Derk Pereboom and I agree that the audience whose intuitions should matter in our PPR debate over his version of the manipulation argument--his Four Case argument--is the audience of open-minded and undecided inquirers. These inquirers are undecided about whether determinism undermines freedom and responsibility, and they are open to persuasion by further clarifying considerations. Upon first being confronted with the thesis of determinism, and reflecting upon the nature and conditions of moral responsibility, they are willing to acknowledge that determinism might well pose a threat. But they are neither natural compatibilists nor natural incompatibilists--that is, they are not prepared to respond to the apparent puzzle by committing to either of the opposing standard positions. Note, furthermore, that Pereboom and I are imagining our audience to be pre-theoretically unpolluted; they've not been influenced by details of and reflection on the philosophical debate. In this way, their intuitions about cases provide probative evidence speaking for or against compatibilism or incompatibilism.
Given this way of framing the debate, Pereboom takes cases like his Case 1 (Plum manipulated moment to moment to satisfy putative compatibilist sufficient conditions whereby he kills Ms. White) and his Case 2 (Plum manipulated at birth from a temporal distance to kill Ms. White) to be clarifying considerations. When presented to an audience of undecided inquirers, these cases make vivid hidden causes, as Spinoza would wish to emphasize, and thereby make clear what is going on in the normal deterministic cases as well. Pereboom contends that, given this audience, and in response to reflection upon these cases, they will and ought to move in the direction of assigning greater credence to incompatibilism. So, to cut to the chase, he wins and I lose. (This is only one of his points against me, but it is the one I want to focus upon.)
One way I have tied to resist Pereboom is by attending to cases that are closer to ordinary life cases, cases like Pereboom's Case 3 (Plum exposed to an indoctrinating environment during his upbringing). And I have dawn especially on cases like those Nomy Arpaly discusses, cases where something dramatic happens to a person, but in a way that leaves relevant features of her agency unimpaired, and causes changes so dramatic that a person then acts very differently than she otherwise would. Examples she offers are cases of religious conversion and the overwhelming life-altering love some parents report when their children are born. These cases, Arpaly and I think, do not confirm an incompatibilist diagnosis, and I say, in resistance to Pereboom, should count as clarifying considerations speaking on behalf of compatibilism, or at least against incompatibilism and so for retention of an agnostic stance.
Now, here is what I am especially interested in discussing. I believe that we have good philosophical reason to favor somewhat, or weigh more heavily, the intuitions elicited from closer-to-life cases as in comparison with those that are further away. The ones further away are less reliable guides to testing our conceptual competence and to informing the role of the pertinent concepts in our properly functioning application of them. So, suppose cases like Pereboom's Case 1 and Case 2 count as clarifying considerations moving an undecided audience to up its credence in the direction of incompatibilism *more strongly* than cases like my preferred Arpaly-cases move this same audience to lower its credence away from a judgment of incompatibilism. Should this count as a win for the incompatibilist? I do not think so, since as philosophers we should look more skeptically at the evidence elicited from the more bizarre cases when weighed against those that are closer to real life cases. If I am correct, then I do not think Pereboom can claim victory in his debate with me.
Here are four comments on this last paragraph: First, I've got no good argument for this thing I believe about the relative value of intuitions about these cases. It's a philosophical hunch. Any ideas? Second, note that if I am correct, this adds an interesting layer to the work done by x-phi folks. They'll need to evaluate in different ways the results of studies involving vignettes that are closer to real life cases as in comparison with those that are more bizarre. Third, all of this just assumes that we have a shared notion of what intuitions are and how they help us in philosophical theorizing. But I suspect we have no shared consensus at all on what the hell they are (been reading an excellent book on this by Herman Cappelen). Fourth, Pereboom and I favor the intuitions of the theoretically unpolluted, but is this just reckless? Consider Mele, who instead advises that we consider the judgments about cases not of the uninitiated, but of theorists who are agnostic but who have thought long and hard about this issue.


§ THE TASK
Find the string "swatch" in the data, then copy every line where it is found.

§ DATA PROVIDED
++++++++

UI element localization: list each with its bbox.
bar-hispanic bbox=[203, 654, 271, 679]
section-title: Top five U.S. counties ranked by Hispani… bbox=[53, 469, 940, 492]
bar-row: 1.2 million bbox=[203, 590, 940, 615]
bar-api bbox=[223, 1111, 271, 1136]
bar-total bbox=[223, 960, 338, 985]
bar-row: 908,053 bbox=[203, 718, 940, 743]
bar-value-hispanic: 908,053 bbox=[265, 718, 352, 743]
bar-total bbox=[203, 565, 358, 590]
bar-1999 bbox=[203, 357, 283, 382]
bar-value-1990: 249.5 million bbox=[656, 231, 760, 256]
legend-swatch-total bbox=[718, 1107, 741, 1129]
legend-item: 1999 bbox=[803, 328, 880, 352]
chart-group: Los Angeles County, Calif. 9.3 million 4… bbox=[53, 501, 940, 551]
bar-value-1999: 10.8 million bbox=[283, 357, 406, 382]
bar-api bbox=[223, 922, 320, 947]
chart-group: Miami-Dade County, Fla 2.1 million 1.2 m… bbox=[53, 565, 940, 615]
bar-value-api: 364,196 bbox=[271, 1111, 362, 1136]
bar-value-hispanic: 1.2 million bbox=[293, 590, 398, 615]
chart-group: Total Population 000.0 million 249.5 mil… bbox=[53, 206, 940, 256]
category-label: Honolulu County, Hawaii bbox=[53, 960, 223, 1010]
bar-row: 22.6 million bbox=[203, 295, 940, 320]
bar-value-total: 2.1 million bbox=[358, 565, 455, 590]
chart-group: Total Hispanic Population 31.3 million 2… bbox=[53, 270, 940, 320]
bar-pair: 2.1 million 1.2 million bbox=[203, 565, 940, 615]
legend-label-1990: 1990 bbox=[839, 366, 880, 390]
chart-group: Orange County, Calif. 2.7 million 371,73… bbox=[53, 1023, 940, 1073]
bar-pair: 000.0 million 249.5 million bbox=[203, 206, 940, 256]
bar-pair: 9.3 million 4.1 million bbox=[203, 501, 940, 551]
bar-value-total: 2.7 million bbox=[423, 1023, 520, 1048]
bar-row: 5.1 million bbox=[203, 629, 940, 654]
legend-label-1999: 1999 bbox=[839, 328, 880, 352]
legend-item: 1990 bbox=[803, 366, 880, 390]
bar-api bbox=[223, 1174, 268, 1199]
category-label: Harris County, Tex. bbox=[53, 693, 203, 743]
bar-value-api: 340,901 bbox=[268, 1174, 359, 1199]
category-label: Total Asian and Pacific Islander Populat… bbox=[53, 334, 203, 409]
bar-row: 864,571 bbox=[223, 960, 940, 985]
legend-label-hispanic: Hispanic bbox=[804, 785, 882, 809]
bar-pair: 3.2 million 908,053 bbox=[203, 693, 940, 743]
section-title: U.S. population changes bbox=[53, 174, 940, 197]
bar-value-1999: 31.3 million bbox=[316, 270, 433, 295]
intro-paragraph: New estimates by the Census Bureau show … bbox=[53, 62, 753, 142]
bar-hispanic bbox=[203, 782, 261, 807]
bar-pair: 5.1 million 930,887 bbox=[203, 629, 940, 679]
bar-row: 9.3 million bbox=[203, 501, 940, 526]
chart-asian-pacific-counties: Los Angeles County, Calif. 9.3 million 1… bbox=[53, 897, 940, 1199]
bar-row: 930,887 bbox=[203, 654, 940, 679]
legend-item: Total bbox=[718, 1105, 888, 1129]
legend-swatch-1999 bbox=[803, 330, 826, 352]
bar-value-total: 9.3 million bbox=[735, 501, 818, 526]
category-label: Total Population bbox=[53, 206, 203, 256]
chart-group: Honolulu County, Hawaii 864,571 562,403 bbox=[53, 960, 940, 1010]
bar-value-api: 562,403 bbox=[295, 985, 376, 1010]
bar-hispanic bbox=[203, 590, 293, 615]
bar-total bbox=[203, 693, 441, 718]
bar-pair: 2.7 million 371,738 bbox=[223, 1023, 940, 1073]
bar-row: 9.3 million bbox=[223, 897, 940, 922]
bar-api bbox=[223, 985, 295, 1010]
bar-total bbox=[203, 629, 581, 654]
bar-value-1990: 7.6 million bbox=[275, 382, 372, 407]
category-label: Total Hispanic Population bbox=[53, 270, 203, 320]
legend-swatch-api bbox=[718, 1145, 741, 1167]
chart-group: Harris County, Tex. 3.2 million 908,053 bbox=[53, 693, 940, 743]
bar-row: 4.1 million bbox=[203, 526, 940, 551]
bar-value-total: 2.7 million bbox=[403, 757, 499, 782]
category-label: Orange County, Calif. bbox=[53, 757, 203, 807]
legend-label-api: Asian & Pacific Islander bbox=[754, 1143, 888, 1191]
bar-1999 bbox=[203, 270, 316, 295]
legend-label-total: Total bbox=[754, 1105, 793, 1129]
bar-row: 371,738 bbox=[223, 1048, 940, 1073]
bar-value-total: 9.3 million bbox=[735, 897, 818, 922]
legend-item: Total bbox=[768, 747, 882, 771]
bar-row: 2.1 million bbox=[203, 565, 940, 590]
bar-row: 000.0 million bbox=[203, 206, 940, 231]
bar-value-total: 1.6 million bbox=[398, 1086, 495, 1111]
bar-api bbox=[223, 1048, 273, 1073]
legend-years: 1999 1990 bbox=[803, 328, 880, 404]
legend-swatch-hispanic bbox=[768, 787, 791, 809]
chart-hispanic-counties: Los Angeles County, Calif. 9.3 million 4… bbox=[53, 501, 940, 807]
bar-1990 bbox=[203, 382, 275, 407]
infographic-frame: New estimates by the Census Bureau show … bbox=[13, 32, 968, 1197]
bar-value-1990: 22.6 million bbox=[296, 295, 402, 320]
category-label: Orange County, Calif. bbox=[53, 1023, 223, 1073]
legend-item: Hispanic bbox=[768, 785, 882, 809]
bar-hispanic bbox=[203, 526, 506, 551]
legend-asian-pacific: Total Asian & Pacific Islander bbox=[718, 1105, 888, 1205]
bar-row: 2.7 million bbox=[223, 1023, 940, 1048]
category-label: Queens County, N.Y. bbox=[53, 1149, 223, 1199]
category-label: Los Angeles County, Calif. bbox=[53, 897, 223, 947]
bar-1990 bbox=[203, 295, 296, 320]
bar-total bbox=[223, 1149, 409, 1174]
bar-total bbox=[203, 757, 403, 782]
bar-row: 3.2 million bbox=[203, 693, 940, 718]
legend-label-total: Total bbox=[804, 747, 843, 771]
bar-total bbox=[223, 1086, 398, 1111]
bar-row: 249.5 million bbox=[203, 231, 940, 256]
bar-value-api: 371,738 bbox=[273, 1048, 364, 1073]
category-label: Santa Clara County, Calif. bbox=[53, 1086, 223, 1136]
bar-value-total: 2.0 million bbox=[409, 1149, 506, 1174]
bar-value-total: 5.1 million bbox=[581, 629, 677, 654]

++++++++

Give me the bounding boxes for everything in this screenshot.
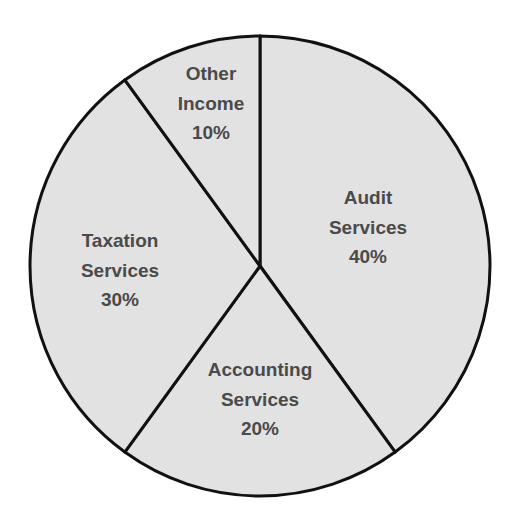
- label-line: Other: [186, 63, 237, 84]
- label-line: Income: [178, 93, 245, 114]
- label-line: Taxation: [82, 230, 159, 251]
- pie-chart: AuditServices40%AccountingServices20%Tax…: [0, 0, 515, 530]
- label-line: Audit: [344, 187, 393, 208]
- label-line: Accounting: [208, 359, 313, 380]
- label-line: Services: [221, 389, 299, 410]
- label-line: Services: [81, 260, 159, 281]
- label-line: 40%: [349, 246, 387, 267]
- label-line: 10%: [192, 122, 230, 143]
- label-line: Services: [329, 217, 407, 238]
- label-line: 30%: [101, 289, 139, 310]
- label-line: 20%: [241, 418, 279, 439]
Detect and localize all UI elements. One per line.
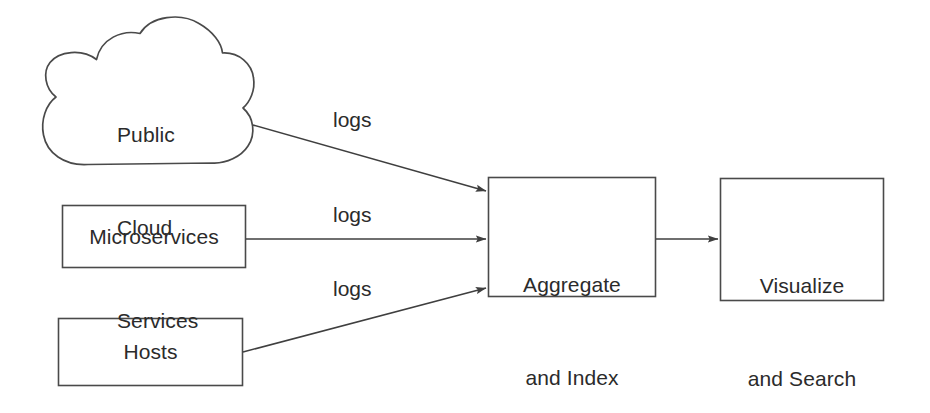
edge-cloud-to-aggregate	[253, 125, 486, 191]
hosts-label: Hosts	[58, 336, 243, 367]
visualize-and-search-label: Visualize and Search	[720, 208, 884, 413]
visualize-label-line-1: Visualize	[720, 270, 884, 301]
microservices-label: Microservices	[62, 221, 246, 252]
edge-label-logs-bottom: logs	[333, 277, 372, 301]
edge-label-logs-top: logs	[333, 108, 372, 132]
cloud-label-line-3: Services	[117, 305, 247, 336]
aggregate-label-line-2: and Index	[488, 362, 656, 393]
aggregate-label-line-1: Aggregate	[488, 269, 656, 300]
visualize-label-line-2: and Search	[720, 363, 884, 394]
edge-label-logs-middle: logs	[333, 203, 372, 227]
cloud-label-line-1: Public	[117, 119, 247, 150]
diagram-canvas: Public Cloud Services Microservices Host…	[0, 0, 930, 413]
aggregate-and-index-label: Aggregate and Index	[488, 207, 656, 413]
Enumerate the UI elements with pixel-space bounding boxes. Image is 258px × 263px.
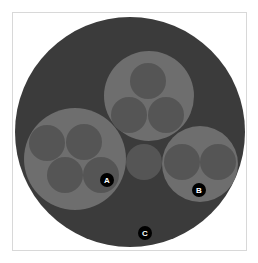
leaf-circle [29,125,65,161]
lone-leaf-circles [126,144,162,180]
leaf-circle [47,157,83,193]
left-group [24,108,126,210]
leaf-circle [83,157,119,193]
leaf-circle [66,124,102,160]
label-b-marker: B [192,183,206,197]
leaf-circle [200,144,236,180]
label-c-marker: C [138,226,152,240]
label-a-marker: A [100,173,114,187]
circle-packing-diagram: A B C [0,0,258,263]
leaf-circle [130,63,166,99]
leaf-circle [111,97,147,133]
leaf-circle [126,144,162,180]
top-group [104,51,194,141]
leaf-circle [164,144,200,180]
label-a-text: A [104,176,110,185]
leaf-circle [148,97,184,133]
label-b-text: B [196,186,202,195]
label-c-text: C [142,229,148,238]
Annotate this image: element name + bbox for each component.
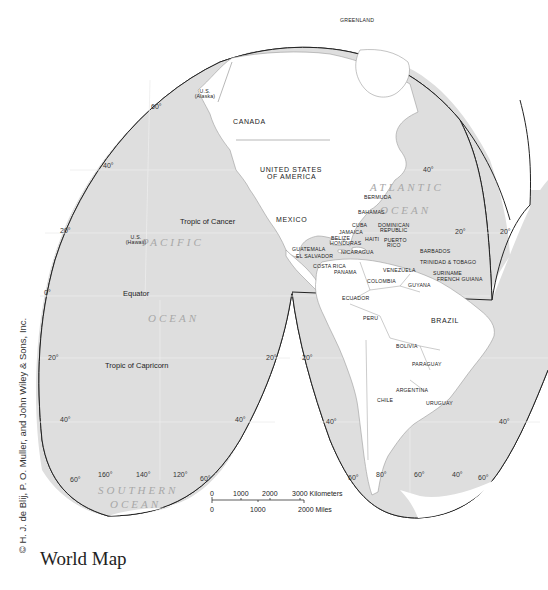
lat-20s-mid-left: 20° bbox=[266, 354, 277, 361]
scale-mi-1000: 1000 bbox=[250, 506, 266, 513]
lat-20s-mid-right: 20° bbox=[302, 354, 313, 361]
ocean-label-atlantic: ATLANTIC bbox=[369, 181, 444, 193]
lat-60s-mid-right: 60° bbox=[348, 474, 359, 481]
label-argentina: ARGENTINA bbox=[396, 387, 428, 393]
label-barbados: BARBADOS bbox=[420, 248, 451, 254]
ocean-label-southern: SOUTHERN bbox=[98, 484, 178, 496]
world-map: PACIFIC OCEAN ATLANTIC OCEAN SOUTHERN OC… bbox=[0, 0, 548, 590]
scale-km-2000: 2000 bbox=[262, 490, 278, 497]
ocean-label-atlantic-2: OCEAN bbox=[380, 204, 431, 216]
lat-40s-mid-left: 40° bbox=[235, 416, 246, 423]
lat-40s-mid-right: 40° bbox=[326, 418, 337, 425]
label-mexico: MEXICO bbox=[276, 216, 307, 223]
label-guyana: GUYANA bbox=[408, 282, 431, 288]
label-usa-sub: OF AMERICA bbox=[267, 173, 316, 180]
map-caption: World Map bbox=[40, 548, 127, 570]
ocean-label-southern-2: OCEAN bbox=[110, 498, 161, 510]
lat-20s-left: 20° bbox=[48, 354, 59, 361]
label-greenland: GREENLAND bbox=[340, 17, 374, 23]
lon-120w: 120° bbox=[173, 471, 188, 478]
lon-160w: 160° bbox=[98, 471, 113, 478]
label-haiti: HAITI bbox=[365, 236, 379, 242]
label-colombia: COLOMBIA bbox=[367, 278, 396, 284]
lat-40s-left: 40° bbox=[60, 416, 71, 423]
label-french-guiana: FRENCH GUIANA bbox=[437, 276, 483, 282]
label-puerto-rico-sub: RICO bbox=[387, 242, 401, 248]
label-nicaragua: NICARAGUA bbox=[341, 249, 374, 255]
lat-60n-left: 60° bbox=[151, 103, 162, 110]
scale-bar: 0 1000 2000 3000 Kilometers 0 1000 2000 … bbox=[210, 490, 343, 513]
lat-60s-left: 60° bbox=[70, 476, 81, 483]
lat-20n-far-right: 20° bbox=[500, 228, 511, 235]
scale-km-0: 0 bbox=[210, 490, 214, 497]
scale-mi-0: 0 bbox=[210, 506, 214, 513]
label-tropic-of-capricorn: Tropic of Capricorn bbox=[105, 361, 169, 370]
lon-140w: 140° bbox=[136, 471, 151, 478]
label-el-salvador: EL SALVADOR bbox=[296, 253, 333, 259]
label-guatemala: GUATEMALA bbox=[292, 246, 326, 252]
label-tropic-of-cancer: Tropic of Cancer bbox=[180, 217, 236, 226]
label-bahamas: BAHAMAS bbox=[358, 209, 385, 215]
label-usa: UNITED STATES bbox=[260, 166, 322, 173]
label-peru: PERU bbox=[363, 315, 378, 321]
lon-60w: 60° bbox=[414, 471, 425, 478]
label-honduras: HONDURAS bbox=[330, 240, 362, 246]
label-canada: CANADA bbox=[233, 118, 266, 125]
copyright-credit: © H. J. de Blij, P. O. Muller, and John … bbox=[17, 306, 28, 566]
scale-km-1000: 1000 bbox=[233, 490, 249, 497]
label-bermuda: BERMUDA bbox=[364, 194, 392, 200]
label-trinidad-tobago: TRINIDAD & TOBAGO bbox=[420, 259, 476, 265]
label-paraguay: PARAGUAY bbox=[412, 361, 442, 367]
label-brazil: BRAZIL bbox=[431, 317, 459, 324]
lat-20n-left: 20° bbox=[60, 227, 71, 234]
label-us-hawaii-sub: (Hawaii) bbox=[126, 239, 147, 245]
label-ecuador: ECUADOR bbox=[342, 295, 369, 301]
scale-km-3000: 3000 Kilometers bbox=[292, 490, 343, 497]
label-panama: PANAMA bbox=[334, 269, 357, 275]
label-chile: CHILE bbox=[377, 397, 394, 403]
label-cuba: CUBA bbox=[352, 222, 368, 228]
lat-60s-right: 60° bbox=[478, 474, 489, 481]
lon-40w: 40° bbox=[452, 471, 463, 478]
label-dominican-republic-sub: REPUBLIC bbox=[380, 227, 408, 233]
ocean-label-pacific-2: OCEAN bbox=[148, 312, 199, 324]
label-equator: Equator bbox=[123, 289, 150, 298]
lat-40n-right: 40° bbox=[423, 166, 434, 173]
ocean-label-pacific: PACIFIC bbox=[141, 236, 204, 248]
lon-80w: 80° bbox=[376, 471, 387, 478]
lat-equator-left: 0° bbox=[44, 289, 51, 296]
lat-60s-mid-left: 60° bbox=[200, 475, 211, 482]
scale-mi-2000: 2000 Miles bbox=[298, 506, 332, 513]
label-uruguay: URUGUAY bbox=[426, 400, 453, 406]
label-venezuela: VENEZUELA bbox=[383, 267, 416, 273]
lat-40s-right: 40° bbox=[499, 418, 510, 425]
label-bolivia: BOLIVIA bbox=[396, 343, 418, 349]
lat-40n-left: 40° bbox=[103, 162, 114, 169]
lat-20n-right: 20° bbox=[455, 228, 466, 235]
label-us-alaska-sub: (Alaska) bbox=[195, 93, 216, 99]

++++++++

§ EXPECTED ANSWER
legend-swatch-total bbox=[718, 1107, 741, 1129]
legend-swatch-1999 bbox=[803, 330, 826, 352]
legend-swatch-api bbox=[718, 1145, 741, 1167]
legend-swatch-hispanic bbox=[768, 787, 791, 809]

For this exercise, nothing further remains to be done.